I had not the heart to talk even to Harry, as we drove slowly back to Chester—slowly, as I fancied. We went in the carriage all the way. We had no railway or tunnel to go through this time. Nothing to help me to a moment’s delusion of plunging away to the end of the world, or into the bowels of the earth, it did not matter which, all together. That was impossible. Miss Mortimer’s carriage put nothing in my mind but the inevitable parting, and all that was to happen to me after Harry was gone.

When we got to our Chester lodgings, Domenico was there, as usual, full of the noisiest, kindest bustle, to help in getting everything in, as if he had belonged to us, instead of belonging to a stranger, who, most likely, had little reason to bear the heirs of the Mortimers any good will. Mr. Luigi was standing at the window all the time, looking at the carriage, the horses, the servants; thinking, perhaps, they might all have been his under different circumstances. How can I tell what he was thinking? I am sure at that moment, though I observed him at the window, I took no pains to imagine what his thoughts were, and did not care. I did not care for anything just then.

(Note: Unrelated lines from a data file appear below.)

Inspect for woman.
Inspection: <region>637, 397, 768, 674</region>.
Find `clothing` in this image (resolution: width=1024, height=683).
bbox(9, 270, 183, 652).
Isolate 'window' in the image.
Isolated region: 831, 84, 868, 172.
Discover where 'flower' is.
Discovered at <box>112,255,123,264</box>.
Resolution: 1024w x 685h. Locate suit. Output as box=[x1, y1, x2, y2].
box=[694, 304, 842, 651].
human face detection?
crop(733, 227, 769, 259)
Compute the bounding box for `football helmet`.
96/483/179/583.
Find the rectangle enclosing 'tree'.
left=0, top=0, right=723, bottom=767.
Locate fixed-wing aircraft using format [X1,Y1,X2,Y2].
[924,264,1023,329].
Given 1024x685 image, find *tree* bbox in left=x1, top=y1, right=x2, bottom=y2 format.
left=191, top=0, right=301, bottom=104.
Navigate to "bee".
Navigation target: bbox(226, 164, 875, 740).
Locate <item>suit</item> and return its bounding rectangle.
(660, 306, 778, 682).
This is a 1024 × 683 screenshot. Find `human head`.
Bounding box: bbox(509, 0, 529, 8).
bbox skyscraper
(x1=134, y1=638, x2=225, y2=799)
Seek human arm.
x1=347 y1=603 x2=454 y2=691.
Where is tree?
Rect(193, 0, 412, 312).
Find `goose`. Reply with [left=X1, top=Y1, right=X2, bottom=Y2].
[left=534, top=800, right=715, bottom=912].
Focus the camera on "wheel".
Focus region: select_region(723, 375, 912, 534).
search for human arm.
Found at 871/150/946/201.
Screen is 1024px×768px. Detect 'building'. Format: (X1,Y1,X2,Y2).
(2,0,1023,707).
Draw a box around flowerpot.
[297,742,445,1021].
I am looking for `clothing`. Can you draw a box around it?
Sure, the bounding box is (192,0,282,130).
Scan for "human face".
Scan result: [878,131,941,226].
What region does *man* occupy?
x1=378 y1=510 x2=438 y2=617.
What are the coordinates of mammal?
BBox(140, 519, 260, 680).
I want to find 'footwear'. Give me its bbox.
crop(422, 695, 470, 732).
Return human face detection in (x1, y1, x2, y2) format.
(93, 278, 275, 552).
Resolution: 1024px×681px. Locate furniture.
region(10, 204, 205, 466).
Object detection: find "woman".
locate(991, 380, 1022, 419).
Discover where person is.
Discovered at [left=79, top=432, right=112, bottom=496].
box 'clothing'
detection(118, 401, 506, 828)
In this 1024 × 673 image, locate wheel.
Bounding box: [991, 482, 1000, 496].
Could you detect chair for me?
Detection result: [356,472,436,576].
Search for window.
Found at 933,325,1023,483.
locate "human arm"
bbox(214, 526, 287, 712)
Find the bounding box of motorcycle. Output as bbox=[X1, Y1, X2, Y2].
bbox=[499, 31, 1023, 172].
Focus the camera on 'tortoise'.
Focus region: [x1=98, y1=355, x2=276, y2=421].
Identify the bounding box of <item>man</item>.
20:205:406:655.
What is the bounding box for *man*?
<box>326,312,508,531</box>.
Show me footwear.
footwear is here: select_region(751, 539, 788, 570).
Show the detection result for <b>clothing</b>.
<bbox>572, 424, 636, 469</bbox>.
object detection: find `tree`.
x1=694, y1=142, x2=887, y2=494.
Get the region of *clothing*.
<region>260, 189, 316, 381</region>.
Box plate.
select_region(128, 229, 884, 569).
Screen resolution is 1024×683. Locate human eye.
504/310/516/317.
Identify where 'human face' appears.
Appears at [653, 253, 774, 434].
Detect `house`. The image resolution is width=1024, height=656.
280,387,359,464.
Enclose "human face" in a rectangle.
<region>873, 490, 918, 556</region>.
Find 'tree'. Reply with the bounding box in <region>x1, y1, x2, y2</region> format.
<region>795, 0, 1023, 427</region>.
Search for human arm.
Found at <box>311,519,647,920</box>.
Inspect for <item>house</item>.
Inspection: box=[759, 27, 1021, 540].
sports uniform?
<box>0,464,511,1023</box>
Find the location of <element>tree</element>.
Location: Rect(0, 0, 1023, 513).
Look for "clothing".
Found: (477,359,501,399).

It was one of my bad times. It was one of the hundred partings which I had with Harry before the real parting came. When the things were lifted out of the carriage, I could see them all in my own mind lifted in again, all but Harry’s share of them, and myself sitting blind in that corner with all the world dark before me. Well, well; it is no use reasoning over it, as if that would make things any better. Thousands and thousands were just the same as me; did that make it any better, do you suppose? I thought of the poor woman in the Edinburgh High Street, and her hard damp hand that pressed mine. I was a soldier’s wife like all the rest. I went up into my own room and got Harry’s old sash again, and bound it tight over my heart. It gave me a kind of ease, somehow. And to hear baby shouting at sight of his old toys, and Harry calling for his Milly darling, downstairs! It was an agony of happiness and anguish; it was life.